The era of AI governance living comfortably in the management layer is over. For years, boards were briefed, questions were asked, and executives returned to their teams to figure it out. That arrangement has collapsed. In the space of a few months, the conversation has shifted from whether boards should engage with AI to: how, how often, and with what level of personal accountability attached to the answer.
David Fapohunda, a business strategy, operations, and AI enablement executive with over two decades of leading large-scale AI and digital transformations across global organizations, has watched this shift accelerate, and his assessment of where boards now stand is unsparing. “AI governance is now a fiduciary discipline,” Fapohunda states. “The boards that treat it that way will be protected. The boards that do not will be visible to investors, to regulators, and to the courts.”
The Gap Is No Longer a Weakness. It Is a Governance Risk
In April, KPMG and INSEAD released a global set of AI governance principles. The message was not subtle. Boards are now expected to demonstrate active oversight of AI strategy, AI security, workforce transformation, and the trustworthiness of every model the enterprise deploys. The KPMG Global AI Pulse Survey found that nearly three-quarters of boards are perceived to have only moderate or limited AI expertise. That is a governance liability that exists right now.
Fapohunda is precise about what closing that gap actually requires. Directors do not need to become technologists. They need genuine fluency – enough to ask probing questions and, critically, to recognize when the answers coming back from management are insufficient. A board that cannot identify an inadequate answer cannot provide meaningful oversight. The briefings mean nothing if the people receiving them cannot evaluate what they are hearing.
Investors Are No Longer Watching. They Are Scoring
The external pressure has become concrete and personal. Glass Lewis signaled in its 2026 guidance that where insufficient AI oversight results in material harm to stakeholders, it will identify which directors or committees were responsible and may recommend voting against them.
Morgan Stanley and BlackRock’s analysis now links AI governance maturity directly to valuation. Opaque or unmonitored AI deployment is no longer an operational footnote; it is a market signal, a litigation exposure, and a named accountability question for individual directors sitting around the board table. The organizations with mature AI governance are being rewarded. The ones without it are being flagged. That is no longer a future risk to be managed. It is the present reality being priced into how companies are perceived, valued, and held accountable.
Audit Committees Are Moving. Boards Need to Move With Them
The most practical shift is structural, and it is happening fast. Audit committees are absorbing AI oversight responsibility at speed and boards are running tabletop exercises on AI failures the same way they run them on cyber incidents and financial stress scenarios. Moreover, management is being asked to produce not a slide deck about AI strategy, but a coherent, enterprise-wide account of how AI behaves today, how it will behave tomorrow, and how it performs when things go wrong.
The boards asking those questions and holding management accountable for the answers are building a governance posture that will withstand regulatory scrutiny, investor pressure, and the legal exposure that follows when it does not. The boards that have not yet made that shift are not invisible. They are simply leaving it to someone else to name the gap first.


_Your goal_: Would you transcribe each entry precisely as it stands, setting aside any images?

Figure collection entries:
•••

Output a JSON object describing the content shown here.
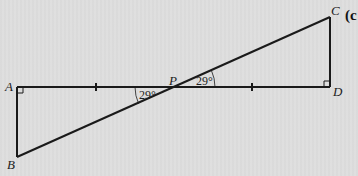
{
  "figure": {
    "part_label": "(c",
    "points": {
      "A": {
        "label": "A",
        "x": 17,
        "y": 87
      },
      "B": {
        "label": "B",
        "x": 17,
        "y": 157
      },
      "P": {
        "label": "P",
        "x": 175,
        "y": 87
      },
      "C": {
        "label": "C",
        "x": 330,
        "y": 17
      },
      "D": {
        "label": "D",
        "x": 330,
        "y": 87
      }
    },
    "angles": {
      "APB": "29°",
      "CPD": "29°"
    },
    "right_angles": [
      "A",
      "D"
    ],
    "equal_segments": [
      "AP",
      "PD"
    ],
    "colors": {
      "line": "#1a1a1a",
      "background": "#dcdcdc"
    }
  }
}
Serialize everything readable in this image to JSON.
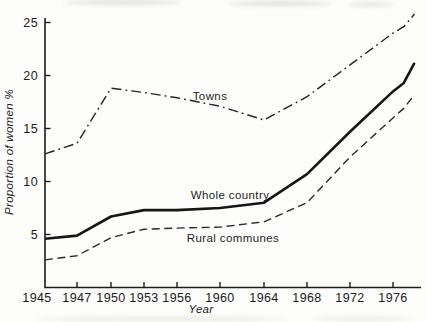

•••

_Task output_:
Output a JSON object describing the content shown here.
{
  "figure": {
    "part_label": "(c",
    "points": {
      "A": {
        "label": "A",
        "x": 17,
        "y": 87
      },
      "B": {
        "label": "B",
        "x": 17,
        "y": 157
      },
      "P": {
        "label": "P",
        "x": 175,
        "y": 87
      },
      "C": {
        "label": "C",
        "x": 330,
        "y": 17
      },
      "D": {
        "label": "D",
        "x": 330,
        "y": 87
      }
    },
    "angles": {
      "APB": "29°",
      "CPD": "29°"
    },
    "right_angles": [
      "A",
      "D"
    ],
    "equal_segments": [
      "AP",
      "PD"
    ],
    "colors": {
      "line": "#1a1a1a",
      "background": "#dcdcdc"
    }
  }
}
Serialize everything readable in this image to JSON.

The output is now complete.